Abstract

An accurate and reliable technique to predict rechargeable battery health proves helpful in battery-operated, low-resourced industrial IoT devices. The existing data-driven battery health prediction techniques often require a comparatively large amount of computational power for predicting the State of Health (SOH) and the Remaining Useful Life (RUL) due to most methods being feature-heavy. Further, there are very limited works for battery RUL prediction in IoT nodes. To address this issue, this paper presents a unique IoT-based sensor node framework, <italic xmlns:mml="http://www.w3.org/1998/Math/MathML" xmlns:xlink="http://www.w3.org/1999/xlink">iThing</i> , to predict the on-board battery SOH and RUL with the least computational and memory load. The <italic xmlns:mml="http://www.w3.org/1998/Math/MathML" xmlns:xlink="http://www.w3.org/1999/xlink">iThing</i> automatically extracts the voltage and time-based health indicators, which is then fed to the random learning algorithm-based methods with good learning performance for SOH and RUL prediction. The proposed Extreme Learning Machine (ELM) network provides SOH prediction with 0.0054 Root Mean Square Error (RMSE), and 0.0024 Mean Absolute Error (MAE). Random Vector Functional Link (RVFL) neural network predicted the RUL with 0.0282 RMSE and 0.021 MAE. The proposed method has been tested on three different battery datasets with varying charging policies with high accuracy. The models have been deployed successfully on an experimental hardware setup, proving its eligibility for real-time IIoT applications.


**What you are asked to do:**
Every line in the records below that holds the word "band" is to be copied.

(Records from a collection)
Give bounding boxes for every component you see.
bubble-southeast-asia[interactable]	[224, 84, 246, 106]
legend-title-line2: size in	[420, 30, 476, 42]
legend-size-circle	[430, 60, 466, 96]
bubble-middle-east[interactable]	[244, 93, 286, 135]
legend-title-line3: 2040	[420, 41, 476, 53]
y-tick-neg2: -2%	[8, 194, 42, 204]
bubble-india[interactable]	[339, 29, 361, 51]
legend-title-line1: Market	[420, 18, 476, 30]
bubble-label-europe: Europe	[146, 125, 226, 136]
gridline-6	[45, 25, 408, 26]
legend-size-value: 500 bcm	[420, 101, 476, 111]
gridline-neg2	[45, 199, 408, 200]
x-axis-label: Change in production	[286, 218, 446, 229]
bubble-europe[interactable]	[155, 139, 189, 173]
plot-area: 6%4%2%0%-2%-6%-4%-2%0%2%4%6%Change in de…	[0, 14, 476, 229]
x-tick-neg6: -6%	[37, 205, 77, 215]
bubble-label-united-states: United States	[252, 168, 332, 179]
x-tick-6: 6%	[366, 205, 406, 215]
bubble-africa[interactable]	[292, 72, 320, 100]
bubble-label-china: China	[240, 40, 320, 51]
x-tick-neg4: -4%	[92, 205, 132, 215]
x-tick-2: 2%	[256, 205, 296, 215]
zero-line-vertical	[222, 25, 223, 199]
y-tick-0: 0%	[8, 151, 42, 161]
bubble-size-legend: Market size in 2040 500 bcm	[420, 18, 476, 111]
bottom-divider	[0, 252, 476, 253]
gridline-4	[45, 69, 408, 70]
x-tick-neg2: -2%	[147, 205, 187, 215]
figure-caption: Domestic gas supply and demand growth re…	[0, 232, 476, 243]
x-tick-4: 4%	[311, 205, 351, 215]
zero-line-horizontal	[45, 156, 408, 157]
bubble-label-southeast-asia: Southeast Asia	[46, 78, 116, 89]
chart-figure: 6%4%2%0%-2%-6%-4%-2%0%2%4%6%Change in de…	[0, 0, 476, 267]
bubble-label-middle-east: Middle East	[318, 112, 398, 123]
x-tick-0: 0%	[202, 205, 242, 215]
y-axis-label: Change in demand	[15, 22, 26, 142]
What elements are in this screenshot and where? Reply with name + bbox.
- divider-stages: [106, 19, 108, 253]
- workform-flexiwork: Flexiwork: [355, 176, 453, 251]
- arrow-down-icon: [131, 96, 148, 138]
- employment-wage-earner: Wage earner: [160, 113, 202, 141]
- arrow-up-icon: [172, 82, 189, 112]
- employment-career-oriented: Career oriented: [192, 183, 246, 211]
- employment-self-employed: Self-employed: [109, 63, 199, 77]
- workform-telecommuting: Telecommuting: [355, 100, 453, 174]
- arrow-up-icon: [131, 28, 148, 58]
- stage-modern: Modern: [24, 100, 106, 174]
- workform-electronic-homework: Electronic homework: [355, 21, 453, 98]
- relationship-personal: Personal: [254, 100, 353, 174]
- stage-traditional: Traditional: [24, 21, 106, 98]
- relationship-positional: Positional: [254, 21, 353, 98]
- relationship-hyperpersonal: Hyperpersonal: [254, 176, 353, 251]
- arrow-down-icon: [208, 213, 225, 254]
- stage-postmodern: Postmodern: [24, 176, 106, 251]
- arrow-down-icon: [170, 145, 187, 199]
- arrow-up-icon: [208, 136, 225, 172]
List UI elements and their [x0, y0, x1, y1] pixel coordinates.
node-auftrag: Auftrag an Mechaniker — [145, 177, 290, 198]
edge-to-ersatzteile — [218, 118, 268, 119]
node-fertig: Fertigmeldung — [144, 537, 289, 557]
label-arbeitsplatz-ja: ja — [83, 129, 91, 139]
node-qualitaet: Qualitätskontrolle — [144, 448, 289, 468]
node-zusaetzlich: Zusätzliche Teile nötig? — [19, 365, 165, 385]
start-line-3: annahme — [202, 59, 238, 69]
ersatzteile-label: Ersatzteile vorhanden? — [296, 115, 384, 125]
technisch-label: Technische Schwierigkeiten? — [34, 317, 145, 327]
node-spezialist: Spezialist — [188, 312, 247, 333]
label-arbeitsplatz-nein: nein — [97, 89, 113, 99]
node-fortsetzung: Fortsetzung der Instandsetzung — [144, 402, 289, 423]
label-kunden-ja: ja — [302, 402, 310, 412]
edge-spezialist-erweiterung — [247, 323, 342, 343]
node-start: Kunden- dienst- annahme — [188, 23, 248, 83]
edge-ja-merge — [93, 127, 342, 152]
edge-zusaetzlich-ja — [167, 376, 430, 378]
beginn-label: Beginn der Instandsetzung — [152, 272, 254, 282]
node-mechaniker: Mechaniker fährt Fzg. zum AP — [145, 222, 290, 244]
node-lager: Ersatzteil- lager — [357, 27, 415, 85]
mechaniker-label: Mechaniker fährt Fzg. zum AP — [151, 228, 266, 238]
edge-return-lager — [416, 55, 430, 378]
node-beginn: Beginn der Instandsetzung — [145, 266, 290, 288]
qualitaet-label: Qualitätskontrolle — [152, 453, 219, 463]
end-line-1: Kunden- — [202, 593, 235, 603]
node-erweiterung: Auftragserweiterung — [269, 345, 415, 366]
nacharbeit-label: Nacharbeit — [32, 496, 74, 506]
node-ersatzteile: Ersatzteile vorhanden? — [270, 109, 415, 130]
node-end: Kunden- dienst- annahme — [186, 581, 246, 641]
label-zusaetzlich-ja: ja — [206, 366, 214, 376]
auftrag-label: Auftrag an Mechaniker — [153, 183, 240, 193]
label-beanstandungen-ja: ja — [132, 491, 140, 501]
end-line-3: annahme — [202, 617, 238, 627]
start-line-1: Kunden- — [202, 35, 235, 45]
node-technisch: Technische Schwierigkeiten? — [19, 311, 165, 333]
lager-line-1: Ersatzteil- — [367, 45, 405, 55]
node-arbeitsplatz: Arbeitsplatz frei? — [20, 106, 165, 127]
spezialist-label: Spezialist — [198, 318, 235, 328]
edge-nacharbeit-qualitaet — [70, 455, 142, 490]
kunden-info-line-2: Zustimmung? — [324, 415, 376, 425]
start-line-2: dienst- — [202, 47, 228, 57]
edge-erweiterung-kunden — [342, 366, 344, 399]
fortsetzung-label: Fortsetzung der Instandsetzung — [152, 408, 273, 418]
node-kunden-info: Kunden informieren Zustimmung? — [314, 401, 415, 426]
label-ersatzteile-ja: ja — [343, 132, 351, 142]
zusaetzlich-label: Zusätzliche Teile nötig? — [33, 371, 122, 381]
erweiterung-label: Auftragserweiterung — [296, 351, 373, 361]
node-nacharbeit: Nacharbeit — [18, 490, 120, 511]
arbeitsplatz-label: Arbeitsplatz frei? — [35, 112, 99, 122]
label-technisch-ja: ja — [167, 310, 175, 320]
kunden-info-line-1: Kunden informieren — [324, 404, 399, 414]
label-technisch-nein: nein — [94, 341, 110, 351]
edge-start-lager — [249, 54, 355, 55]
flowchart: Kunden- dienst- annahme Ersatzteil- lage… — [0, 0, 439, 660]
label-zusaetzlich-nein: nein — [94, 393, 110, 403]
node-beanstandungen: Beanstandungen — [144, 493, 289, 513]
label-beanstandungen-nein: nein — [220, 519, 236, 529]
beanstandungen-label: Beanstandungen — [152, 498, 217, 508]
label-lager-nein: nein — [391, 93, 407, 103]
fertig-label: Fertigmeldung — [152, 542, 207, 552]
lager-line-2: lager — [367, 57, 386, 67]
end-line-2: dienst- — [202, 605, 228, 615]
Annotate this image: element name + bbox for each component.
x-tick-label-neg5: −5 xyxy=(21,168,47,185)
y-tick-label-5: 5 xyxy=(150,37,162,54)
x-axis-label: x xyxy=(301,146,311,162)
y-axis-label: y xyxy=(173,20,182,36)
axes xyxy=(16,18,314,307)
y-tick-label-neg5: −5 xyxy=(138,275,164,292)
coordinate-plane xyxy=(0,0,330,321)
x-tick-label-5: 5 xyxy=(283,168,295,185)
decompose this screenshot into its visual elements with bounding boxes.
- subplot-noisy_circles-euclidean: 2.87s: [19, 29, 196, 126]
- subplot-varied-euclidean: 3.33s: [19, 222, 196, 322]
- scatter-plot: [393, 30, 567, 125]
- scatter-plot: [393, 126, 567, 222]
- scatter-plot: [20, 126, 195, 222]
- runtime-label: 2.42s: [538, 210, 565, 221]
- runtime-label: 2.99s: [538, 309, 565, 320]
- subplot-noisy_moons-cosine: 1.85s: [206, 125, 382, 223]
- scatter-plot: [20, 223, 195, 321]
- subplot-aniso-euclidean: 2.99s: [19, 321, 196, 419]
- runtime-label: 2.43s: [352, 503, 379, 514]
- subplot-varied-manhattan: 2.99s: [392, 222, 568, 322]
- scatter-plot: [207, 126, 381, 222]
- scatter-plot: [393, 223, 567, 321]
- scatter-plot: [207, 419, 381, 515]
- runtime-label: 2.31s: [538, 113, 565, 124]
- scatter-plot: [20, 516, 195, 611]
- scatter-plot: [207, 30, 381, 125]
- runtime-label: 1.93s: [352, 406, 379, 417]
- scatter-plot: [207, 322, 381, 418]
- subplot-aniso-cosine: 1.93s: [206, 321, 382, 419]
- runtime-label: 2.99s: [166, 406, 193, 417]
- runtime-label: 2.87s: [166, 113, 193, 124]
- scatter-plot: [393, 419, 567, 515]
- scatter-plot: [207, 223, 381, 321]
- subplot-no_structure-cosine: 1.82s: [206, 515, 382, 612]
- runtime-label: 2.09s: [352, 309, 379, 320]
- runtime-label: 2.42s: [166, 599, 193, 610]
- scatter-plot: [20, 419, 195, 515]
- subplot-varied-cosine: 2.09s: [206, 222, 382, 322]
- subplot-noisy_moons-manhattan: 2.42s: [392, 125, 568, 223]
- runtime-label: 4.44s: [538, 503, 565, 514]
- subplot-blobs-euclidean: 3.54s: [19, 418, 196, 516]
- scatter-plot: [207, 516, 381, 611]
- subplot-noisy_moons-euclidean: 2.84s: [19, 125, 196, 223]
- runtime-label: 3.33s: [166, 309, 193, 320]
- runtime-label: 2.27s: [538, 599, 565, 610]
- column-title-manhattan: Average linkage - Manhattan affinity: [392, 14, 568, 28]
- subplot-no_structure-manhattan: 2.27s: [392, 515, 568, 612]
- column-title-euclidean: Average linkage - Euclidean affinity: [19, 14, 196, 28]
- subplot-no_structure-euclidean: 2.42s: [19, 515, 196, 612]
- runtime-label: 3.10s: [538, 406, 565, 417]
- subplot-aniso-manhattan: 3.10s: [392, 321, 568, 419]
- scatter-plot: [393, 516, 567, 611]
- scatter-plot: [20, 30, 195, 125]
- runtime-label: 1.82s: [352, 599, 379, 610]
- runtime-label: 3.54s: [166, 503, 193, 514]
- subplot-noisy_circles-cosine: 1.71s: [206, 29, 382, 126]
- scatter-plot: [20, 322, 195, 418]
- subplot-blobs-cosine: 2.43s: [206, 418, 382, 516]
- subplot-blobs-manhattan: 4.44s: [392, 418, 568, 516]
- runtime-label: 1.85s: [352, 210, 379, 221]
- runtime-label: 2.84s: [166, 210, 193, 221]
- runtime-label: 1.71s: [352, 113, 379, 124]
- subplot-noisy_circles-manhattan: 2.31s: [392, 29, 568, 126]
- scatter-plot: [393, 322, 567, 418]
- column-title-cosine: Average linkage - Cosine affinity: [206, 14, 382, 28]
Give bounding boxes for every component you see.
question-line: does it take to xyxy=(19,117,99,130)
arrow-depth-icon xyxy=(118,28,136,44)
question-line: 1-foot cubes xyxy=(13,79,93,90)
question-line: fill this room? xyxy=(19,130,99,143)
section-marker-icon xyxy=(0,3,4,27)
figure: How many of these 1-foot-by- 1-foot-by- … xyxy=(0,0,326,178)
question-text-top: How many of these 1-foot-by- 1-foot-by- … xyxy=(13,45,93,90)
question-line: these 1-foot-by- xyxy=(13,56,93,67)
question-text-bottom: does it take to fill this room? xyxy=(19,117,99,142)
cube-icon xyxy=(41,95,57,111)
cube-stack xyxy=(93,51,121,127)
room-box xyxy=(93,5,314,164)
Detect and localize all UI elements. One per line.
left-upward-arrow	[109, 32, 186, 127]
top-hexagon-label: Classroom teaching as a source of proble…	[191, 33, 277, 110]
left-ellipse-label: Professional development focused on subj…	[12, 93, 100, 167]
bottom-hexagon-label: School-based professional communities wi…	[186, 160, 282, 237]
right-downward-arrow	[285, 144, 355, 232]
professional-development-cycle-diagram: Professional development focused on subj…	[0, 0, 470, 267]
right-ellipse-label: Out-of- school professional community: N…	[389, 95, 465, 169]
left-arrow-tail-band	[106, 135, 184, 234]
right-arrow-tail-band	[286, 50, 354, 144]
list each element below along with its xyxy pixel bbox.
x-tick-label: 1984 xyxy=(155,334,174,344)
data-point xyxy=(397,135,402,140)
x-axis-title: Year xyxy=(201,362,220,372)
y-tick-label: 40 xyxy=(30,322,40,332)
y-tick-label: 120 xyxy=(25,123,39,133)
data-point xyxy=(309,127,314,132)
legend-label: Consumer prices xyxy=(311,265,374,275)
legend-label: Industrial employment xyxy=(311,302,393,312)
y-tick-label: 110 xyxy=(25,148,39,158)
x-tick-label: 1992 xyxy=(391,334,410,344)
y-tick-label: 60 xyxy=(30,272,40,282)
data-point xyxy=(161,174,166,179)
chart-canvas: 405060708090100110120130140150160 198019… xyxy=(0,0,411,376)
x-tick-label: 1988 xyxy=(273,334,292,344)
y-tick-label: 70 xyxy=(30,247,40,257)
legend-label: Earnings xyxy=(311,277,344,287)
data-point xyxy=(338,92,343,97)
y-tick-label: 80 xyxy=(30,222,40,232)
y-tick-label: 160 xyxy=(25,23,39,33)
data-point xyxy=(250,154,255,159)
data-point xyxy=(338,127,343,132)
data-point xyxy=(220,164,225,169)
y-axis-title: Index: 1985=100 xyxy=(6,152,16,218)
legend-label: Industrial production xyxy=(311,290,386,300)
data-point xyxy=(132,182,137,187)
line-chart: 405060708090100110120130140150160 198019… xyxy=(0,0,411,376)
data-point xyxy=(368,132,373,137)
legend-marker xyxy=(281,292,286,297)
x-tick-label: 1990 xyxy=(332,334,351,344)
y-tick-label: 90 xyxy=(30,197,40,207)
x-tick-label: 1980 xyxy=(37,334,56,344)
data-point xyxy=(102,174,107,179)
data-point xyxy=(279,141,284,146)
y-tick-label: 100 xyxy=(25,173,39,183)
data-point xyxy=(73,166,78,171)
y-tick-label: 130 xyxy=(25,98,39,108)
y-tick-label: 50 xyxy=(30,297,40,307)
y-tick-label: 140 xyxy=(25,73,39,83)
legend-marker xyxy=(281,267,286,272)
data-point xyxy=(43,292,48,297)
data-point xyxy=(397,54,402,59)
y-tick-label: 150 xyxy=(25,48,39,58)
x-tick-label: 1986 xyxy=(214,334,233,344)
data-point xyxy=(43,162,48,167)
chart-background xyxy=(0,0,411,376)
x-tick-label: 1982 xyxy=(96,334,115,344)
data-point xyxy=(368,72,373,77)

**Answer section:**
left-arrow-tail-band	[106, 135, 184, 234]
right-arrow-tail-band	[286, 50, 354, 144]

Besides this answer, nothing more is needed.